Fake Vampires, Wailing Ghosts, and Other Fascinating Psy-Ops and Military Deceptions

Fake Vampires, Wailing Ghosts, and Other Fascinating Psy-Ops and Military Deceptions

Khalid Elhassan - January 29, 2020

Fake Vampires, Wailing Ghosts, and Other Fascinating Psy-Ops and Military Deceptions
An inflatable dummy truck used in the D-Day deceptions. Warfare History Network

6. Deceiving the Germans Into Defending an Unthreatened Area

After D-Day, Operation Bodyguard kept the Germans from committing fully to a counterattack by convincing them that the Normandy landings were not the main event, but the first in a series of landings. The German high command was thus led to keep units guarding other potential landing sites, mainly the Pas de Calais which was threatened by the fictitious FUSAG under Patton, instead of sending them to reinforce the defenders in Normandy.

Bodyguard had hoped to convince the Germans to stay put in the Pas de Calais for two weeks after D-Day, instead of immediately sending the units there to reinforce Normandy. The plan worked so well that the Germans stayed put in the Pas de Calais for seven weeks instead of the hoped-for two. That allowed the Allies time to build a beachhead in Normandy, before breaking out to liberate France and Western Europe.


Give back all of the data exactly, with every picture omitted.

[Record excerpts — start]

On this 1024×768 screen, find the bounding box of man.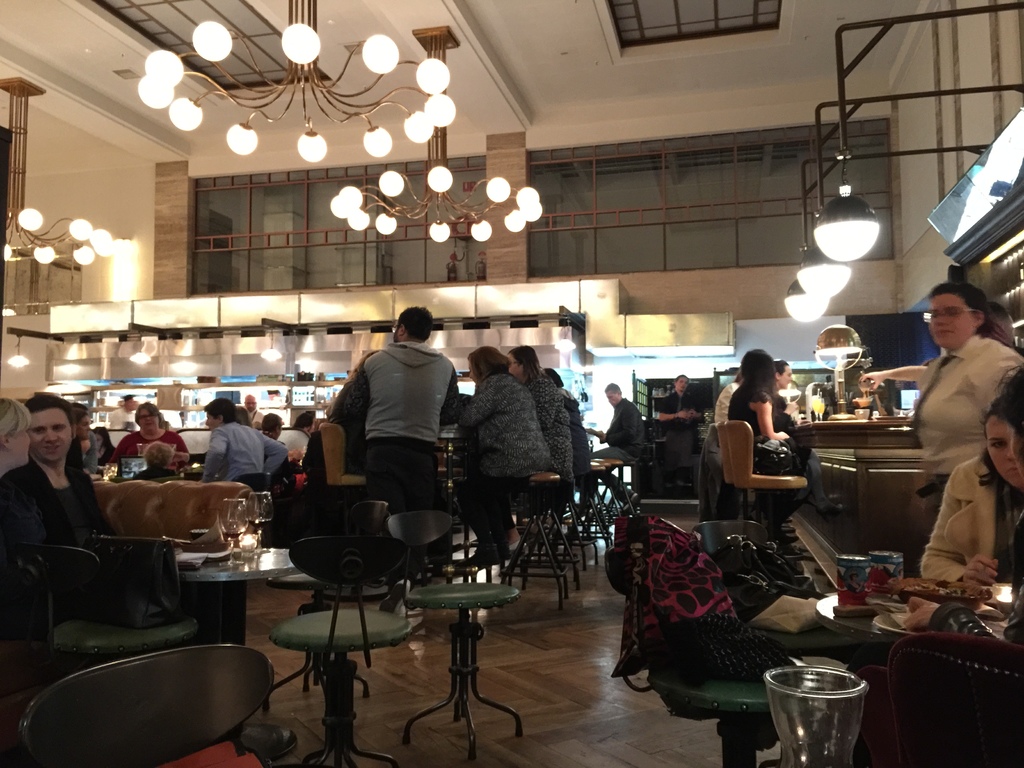
Bounding box: region(317, 294, 461, 526).
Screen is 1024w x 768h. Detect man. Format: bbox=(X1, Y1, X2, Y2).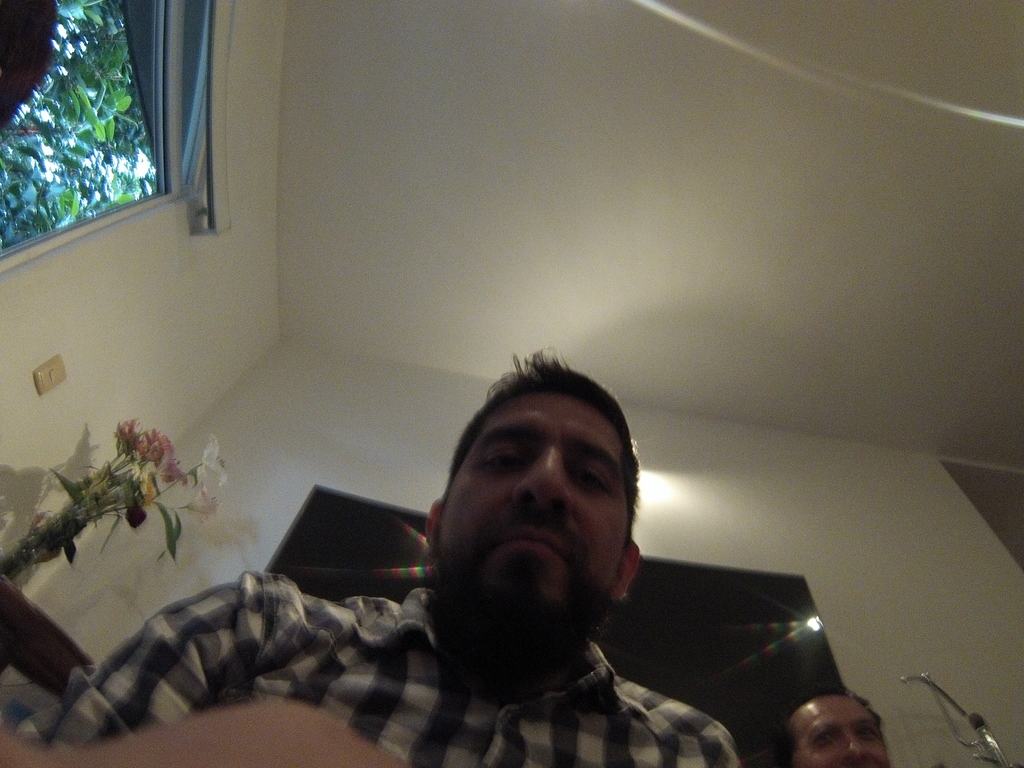
bbox=(184, 338, 841, 760).
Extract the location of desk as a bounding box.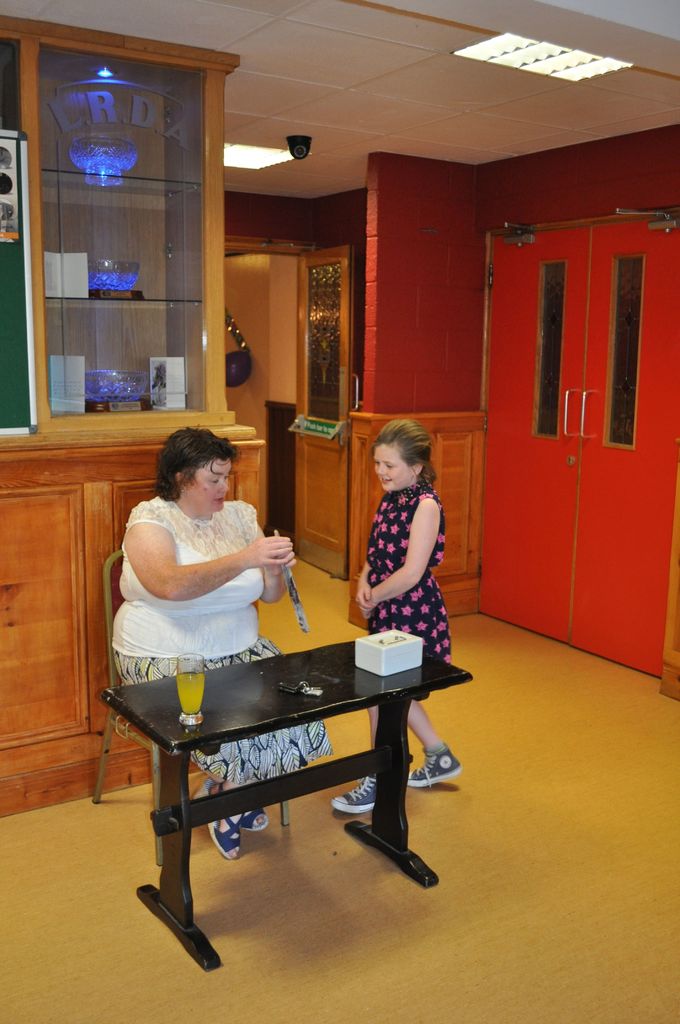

[Record excerpts — finish]

▶ [Response for this exercise]:
On this 1024×768 screen, find the bounding box of man.
Bounding box: region(317, 294, 461, 526).
Screen is 1024w x 768h. Detect man. Format: bbox=(X1, Y1, X2, Y2).
bbox=(184, 338, 841, 760).
Extract the location of desk as a bounding box.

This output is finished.